9. New normals

I love thinking about the human capacity for adaptation. Our ability to adjust to new circumstances and situations is pretty amazing when you think about it. I often think about what new normals I’ve come to accept. There’s that feeling when you move house and you think, “I can’t imagine not getting this bus home every day.” And then you move, and it’s like you have never known any other home. Or what it feels like to go from being single, to being married. I remember how it felt the first time I said, “my husband”. It was weird. Now, it feels totally natural.

When I first found out I was pregnant, for those first 12 weeks, I felt like I was carrying around this secret that was so special and so scary at the same time. It was so strange to feel my body changing. Now, I look like I’m smuggling a cantaloupe and I’ve forgotten what it’s like to not have a big round belly.

When we found out about Junebug’s complications, our world got turned upside down. Everything we had imagined, or assumed or pictured in our minds, was shaken up into a jumble of disbelief and unknowns. And now, nearly a month later, it’s our new normal. We live with it every day, and I’ve forgotten what it was like when my pregnancy felt carefree and straightforward.

But there are lots of positives that come with that new normal. I think about what used to weigh on my mind during the week: work, the untidiness of my house, whether I was getting a little chubby, whether I felt happy and fulfilled with where I was—it’s funny how those things have been shuffled, too.

My new normal isn’t steeped in anger and dissatisfaction with my circumstances. There’s no point talking about whether something is fair—it is what it is. We had a painting when I was little that had a painted quote over raw checkerboarded canvas, for some reason, it popped back into my head out of nowhere the other day:

I do not like the way the cards are shuffled, yet I like the game and want to play. So, through the long, long night, unruffled, I play what I get until the break of day.

We all have the cards we are dealt, we can’t always choose what they are, but we can choose what we do with them.

My dad once told me, that if everyone in the world threw all their problems into a big pile, and you could pick anyone else’s, you would instantly snatch back your own.

I tell myself that we’re able to handle more than we think we are. It’s in our nature to adapt and survive, until one normal becomes the next new normal. It’s hopefully what will keep my Junebug here with us, too.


▶ _Your instructions_
Give the number of lines in the data that hold the string "structured". Nothing else is needed.

▶ _Task material_
· · · · ·
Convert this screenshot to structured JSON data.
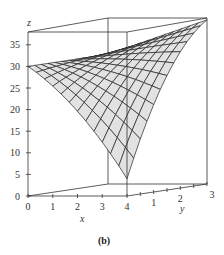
{
  "figure": {
    "caption": "(b)"
  },
  "chart_data": {
    "type": "surface",
    "title": "",
    "caption": "(b)",
    "xlabel": "x",
    "ylabel": "y",
    "zlabel": "z",
    "xlim": [
      0,
      4
    ],
    "ylim": [
      0,
      3
    ],
    "zlim": [
      0,
      38
    ],
    "x_ticks": [
      0,
      1,
      2,
      3,
      4
    ],
    "y_ticks": [
      1,
      2,
      3
    ],
    "y_minor_ticks": [
      0.5,
      1,
      1.5,
      2,
      2.5,
      3
    ],
    "z_ticks": [
      0,
      5,
      10,
      15,
      20,
      25,
      30,
      35
    ],
    "grid": false,
    "box": true,
    "surface_grid": {
      "nx": 12,
      "ny": 12
    },
    "surface_description": "Saddle-shaped wireframe surface: z≈30 at (0,0), rises to ≈38 at (4,3), dips to ≈5 near the front edge (x≈3–4, y≈0).",
    "key_points": [
      {
        "x": 0,
        "y": 0,
        "z": 30
      },
      {
        "x": 0,
        "y": 3,
        "z": 30
      },
      {
        "x": 4,
        "y": 3,
        "z": 38
      },
      {
        "x": 4,
        "y": 0,
        "z": 4
      },
      {
        "x": 3,
        "y": 0,
        "z": 7
      },
      {
        "x": 2,
        "y": 1.5,
        "z": 25
      }
    ]
  },
  "axes": {
    "z_tick_labels": [
      "0",
      "5",
      "10",
      "15",
      "20",
      "25",
      "30",
      "35"
    ],
    "x_tick_labels": [
      "0",
      "1",
      "2",
      "3",
      "4"
    ],
    "y_tick_labels": [
      "1",
      "2",
      "3"
    ],
    "x_label": "x",
    "y_label": "y",
    "z_label": "z"
  }
}
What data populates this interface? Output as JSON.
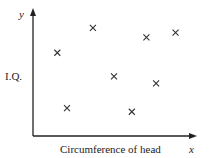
{
  "chart_data": {
    "type": "scatter",
    "title": "",
    "xlabel": "Circumference of head",
    "ylabel": "I.Q.",
    "x_axis_symbol": "x",
    "y_axis_symbol": "y",
    "marker": "x",
    "grid": false,
    "legend": null,
    "xlim": [
      0,
      10
    ],
    "ylim": [
      0,
      10
    ],
    "points": [
      {
        "x": 1.5,
        "y": 6.8
      },
      {
        "x": 3.7,
        "y": 8.9
      },
      {
        "x": 7.0,
        "y": 8.1
      },
      {
        "x": 8.8,
        "y": 8.5
      },
      {
        "x": 5.0,
        "y": 4.8
      },
      {
        "x": 7.6,
        "y": 4.2
      },
      {
        "x": 2.1,
        "y": 2.1
      },
      {
        "x": 6.1,
        "y": 1.8
      }
    ]
  },
  "colors": {
    "axis": "#222222",
    "marker": "#333333",
    "background": "#ffffff"
  }
}
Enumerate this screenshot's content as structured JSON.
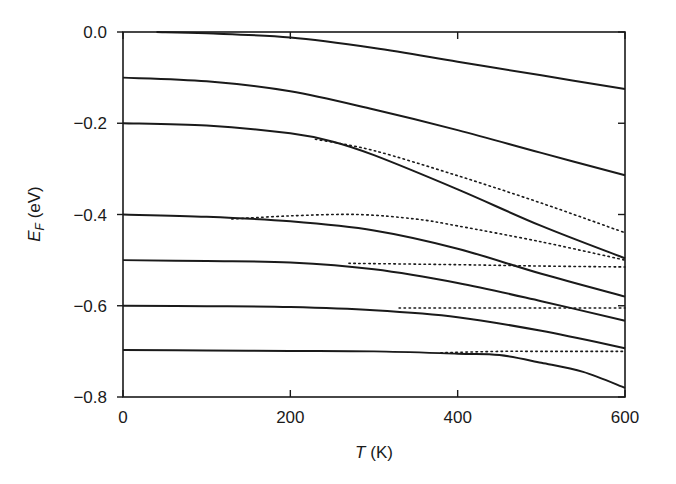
{
  "chart_data": {
    "type": "line",
    "title": "",
    "xlabel": "T (K)",
    "xlabel_italic_part": "T",
    "xlabel_unit": " (K)",
    "ylabel": "E_F (eV)",
    "ylabel_main": "E",
    "ylabel_sub": "F",
    "ylabel_unit": " (eV)",
    "xlim": [
      0,
      600
    ],
    "ylim": [
      -0.8,
      0.0
    ],
    "grid": false,
    "legend": "none",
    "x_ticks": [
      0,
      200,
      400,
      600
    ],
    "x_tick_labels": [
      "0",
      "200",
      "400",
      "600"
    ],
    "y_ticks": [
      0.0,
      -0.2,
      -0.4,
      -0.6,
      -0.8
    ],
    "y_tick_labels": [
      "0.0",
      "−0.2",
      "−0.4",
      "−0.6",
      "−0.8"
    ],
    "series": [
      {
        "name": "solid E0=0.0",
        "style": "solid",
        "points": [
          [
            40,
            0.0
          ],
          [
            100,
            -0.003
          ],
          [
            200,
            -0.012
          ],
          [
            300,
            -0.035
          ],
          [
            400,
            -0.065
          ],
          [
            500,
            -0.095
          ],
          [
            600,
            -0.125
          ]
        ]
      },
      {
        "name": "solid E0=-0.1",
        "style": "solid",
        "points": [
          [
            0,
            -0.1
          ],
          [
            100,
            -0.108
          ],
          [
            200,
            -0.13
          ],
          [
            300,
            -0.17
          ],
          [
            400,
            -0.215
          ],
          [
            500,
            -0.265
          ],
          [
            600,
            -0.314
          ]
        ]
      },
      {
        "name": "solid E0=-0.2",
        "style": "solid",
        "points": [
          [
            0,
            -0.2
          ],
          [
            100,
            -0.205
          ],
          [
            200,
            -0.222
          ],
          [
            250,
            -0.24
          ],
          [
            300,
            -0.27
          ],
          [
            400,
            -0.345
          ],
          [
            500,
            -0.425
          ],
          [
            600,
            -0.496
          ]
        ]
      },
      {
        "name": "dotted E0=-0.2",
        "style": "dotted",
        "points": [
          [
            230,
            -0.235
          ],
          [
            300,
            -0.26
          ],
          [
            400,
            -0.315
          ],
          [
            500,
            -0.375
          ],
          [
            600,
            -0.44
          ]
        ]
      },
      {
        "name": "solid E0=-0.4",
        "style": "solid",
        "points": [
          [
            0,
            -0.4
          ],
          [
            100,
            -0.405
          ],
          [
            200,
            -0.415
          ],
          [
            300,
            -0.435
          ],
          [
            400,
            -0.475
          ],
          [
            500,
            -0.53
          ],
          [
            600,
            -0.58
          ]
        ]
      },
      {
        "name": "dotted E0=-0.4",
        "style": "dotted",
        "points": [
          [
            130,
            -0.41
          ],
          [
            200,
            -0.403
          ],
          [
            280,
            -0.4
          ],
          [
            350,
            -0.41
          ],
          [
            400,
            -0.425
          ],
          [
            500,
            -0.46
          ],
          [
            600,
            -0.5
          ]
        ]
      },
      {
        "name": "solid E0=-0.5",
        "style": "solid",
        "points": [
          [
            0,
            -0.5
          ],
          [
            100,
            -0.502
          ],
          [
            200,
            -0.505
          ],
          [
            300,
            -0.52
          ],
          [
            400,
            -0.55
          ],
          [
            500,
            -0.59
          ],
          [
            600,
            -0.633
          ]
        ]
      },
      {
        "name": "dotted E0=-0.5",
        "style": "dotted",
        "points": [
          [
            270,
            -0.507
          ],
          [
            400,
            -0.51
          ],
          [
            500,
            -0.513
          ],
          [
            600,
            -0.515
          ]
        ]
      },
      {
        "name": "solid E0=-0.6",
        "style": "solid",
        "points": [
          [
            0,
            -0.6
          ],
          [
            100,
            -0.601
          ],
          [
            200,
            -0.603
          ],
          [
            300,
            -0.61
          ],
          [
            400,
            -0.625
          ],
          [
            500,
            -0.655
          ],
          [
            600,
            -0.693
          ]
        ]
      },
      {
        "name": "dotted E0=-0.6",
        "style": "dotted",
        "points": [
          [
            330,
            -0.605
          ],
          [
            400,
            -0.605
          ],
          [
            500,
            -0.605
          ],
          [
            600,
            -0.605
          ]
        ]
      },
      {
        "name": "solid E0=-0.7",
        "style": "solid",
        "points": [
          [
            0,
            -0.697
          ],
          [
            100,
            -0.698
          ],
          [
            200,
            -0.699
          ],
          [
            300,
            -0.7
          ],
          [
            400,
            -0.705
          ],
          [
            450,
            -0.708
          ],
          [
            500,
            -0.725
          ],
          [
            550,
            -0.745
          ],
          [
            600,
            -0.78
          ]
        ]
      },
      {
        "name": "dotted E0=-0.7",
        "style": "dotted",
        "points": [
          [
            380,
            -0.703
          ],
          [
            450,
            -0.7
          ],
          [
            500,
            -0.7
          ],
          [
            600,
            -0.7
          ]
        ]
      }
    ]
  },
  "colors": {
    "line": "#1a1a1a",
    "axis": "#1a1a1a",
    "background": "#ffffff"
  }
}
· · · · ·
▶ _Task result_
2